Media & Advertising Kit
Tycho

Behold!

Monday, October 6 2008 - 12:00 AM
by: Tycho

We managed to get a LittleBigPlanet key, without the use of divination I might add, which is expressly forbidden in Deuteronomy 18:9-11. I should be clear: when I say that "we" managed to get a key, what I mean to say is that "Gabriel" got a key, which he clutched close like an evil ring, and then scuttled home to install.

He called me on Sunday to tell me about it, something he never does. Weekends are essentially vacations from each other, so it's a rule we take very seriously. At any rate, it's a rule I take very seriously. It's entirely possible I just made up this rule, maybe he gets very lonely on weekends as a result. The tales he told me about playing it, though (and the spirit journeys he'd taken through amazing content that's already available) made me burst into song.

The stories reminded me a lot of Duke Nukem 3D, actually. Duke came with an editor called Build that changed a) what was possible, 2) the time it took to complete a project, and 3) the set of people who could come to grips with level creation. As Duke stalwarts long after Quake was delivered, we would routinely jump online, grab twenty levels, and then spend the rest of the night devouring them. LPB is tremendously more sophisticated, obviously - the game, tools, distribution channel, and content ranking mechanism are essentially synonymous - but it is twelve years hence. We should expect some progress.

One of the things that his call made me think about: stagnation or "sequelitis" is roundly criticized by our people, who crave ever more exotic delights. In general, though, one of the unique properties of games is that you must learn how to play them. Games that come to us gibbering in strange tongues often don't get far - we need some basis for understanding them. So mercenary greed is only one component that throttles raw innovation. Those investments are unsafe, but they're unsafe because our lexicon doesn't yet encompass some of those wild frontiers.

LittleBigPlanet and Braid are both gigantic ideas, and it's no coincidence that they're both platformers, which constitutes a kind of conceptual base camp. Platforming is a kind of elemental genre flavor, and most people know the taste even if they are not "core gamers" or whatever the fuck the externally applied nomenclature is at this precise moment. Look at Mario's lineage for an example of this force at work over a longer span, the progressive unfolding of an idea. Think about how many games were put within reach by their aggressive expansion of the possible. 

(CW)TB out.  

i could end this a million ways

Gabe

Strange Attractors 2

Monday, October 6 2008 - 10:14 AM
by: Gabe

This year at PAX we featured a hand full of really awesome independent games and we called it the PAX 10. We received a ton of entries and whittling them down to 10 was not an easy task. It was however a very fun task as it involved getting a bunch of our industry friends together in one room and playing games all day. We had a system set up so that you would "check out" a game, play it and then fill out a form that asked you to score it based on all kinds of different criteria. I played a lot of games that day obviously but one of my favorites was a game called Strange Attractors 2. It's hard to explain why it's so fun. Imagine a pinball table with a metal ball and you can manipulate the gravity of the various bumpers on the table to either attract or repel the ball. Even that's not a very good explanation. 


The good news is that we liked the game so much that we talked to the guys who made it and were able to get them on Greenhouse. That means I don't have to try and explain it, because you can just go grab the demo. Which I highly recommend you do. Like I said it was one of my favorites and I'm really proud to have it available on Greenhouse. Check it out and let me know what you think.

-Gabe out

Tycho

Life-Changing Merchandise Now Available

Monday, October 6 2008 - 11:09 AM
by: Tycho

Mens! Womens!

We printed a few hoodies in ladies' sizes as well. Specifically, these hoodies:

The (thus far, well received) "Black Mantle."

Its incandescent counterpart, "The Luminous Vestments."

Slide Forever, also in a ladies' iteration.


**PROBLEM REQUIREMENTS**
Some lines hold the string "item". Copy all of them from the material that follows.

**GIVEN DATA**
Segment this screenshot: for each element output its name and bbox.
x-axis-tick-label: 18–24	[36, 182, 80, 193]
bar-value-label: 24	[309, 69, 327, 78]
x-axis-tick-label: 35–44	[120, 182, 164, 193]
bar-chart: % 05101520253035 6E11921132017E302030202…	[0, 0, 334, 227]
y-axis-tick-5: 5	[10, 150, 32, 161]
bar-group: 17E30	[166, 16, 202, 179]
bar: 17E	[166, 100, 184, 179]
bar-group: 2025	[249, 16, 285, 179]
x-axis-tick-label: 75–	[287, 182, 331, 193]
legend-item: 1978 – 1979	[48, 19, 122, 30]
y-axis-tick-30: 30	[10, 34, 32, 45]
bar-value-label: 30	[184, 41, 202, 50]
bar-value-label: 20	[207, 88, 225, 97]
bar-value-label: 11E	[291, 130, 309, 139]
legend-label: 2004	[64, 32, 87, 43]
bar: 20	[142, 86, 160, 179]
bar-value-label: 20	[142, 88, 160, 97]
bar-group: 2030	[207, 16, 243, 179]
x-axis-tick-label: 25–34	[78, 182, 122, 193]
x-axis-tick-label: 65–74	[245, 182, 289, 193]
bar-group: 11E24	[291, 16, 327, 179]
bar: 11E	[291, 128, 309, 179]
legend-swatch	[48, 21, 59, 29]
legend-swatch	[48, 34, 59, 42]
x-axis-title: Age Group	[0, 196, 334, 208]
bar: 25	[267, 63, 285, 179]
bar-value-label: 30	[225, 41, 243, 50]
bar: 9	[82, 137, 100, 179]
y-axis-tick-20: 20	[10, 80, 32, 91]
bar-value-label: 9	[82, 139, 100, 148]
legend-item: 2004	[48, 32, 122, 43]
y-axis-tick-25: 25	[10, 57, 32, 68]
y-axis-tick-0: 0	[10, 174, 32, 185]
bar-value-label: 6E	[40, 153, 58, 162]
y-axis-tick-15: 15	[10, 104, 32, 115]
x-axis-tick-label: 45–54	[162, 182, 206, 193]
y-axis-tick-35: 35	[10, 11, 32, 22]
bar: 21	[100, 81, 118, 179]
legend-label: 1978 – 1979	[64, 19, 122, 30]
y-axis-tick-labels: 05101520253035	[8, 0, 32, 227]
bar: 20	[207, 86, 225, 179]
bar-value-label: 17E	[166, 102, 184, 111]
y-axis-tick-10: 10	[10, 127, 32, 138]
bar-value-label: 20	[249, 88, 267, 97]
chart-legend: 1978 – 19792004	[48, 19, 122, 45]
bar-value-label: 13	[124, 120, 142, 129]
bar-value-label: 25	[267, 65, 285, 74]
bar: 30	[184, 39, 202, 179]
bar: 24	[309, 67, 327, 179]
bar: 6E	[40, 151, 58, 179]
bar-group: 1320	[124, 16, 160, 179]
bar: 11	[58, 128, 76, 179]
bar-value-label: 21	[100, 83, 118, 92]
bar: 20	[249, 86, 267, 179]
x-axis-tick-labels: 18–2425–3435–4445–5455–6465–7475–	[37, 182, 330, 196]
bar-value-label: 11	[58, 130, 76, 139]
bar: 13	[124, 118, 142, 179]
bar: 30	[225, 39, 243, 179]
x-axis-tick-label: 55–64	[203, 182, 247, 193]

**EXERCISE ANSWER**
legend-item: 1978 – 1979	[48, 19, 122, 30]
legend-item: 2004	[48, 32, 122, 43]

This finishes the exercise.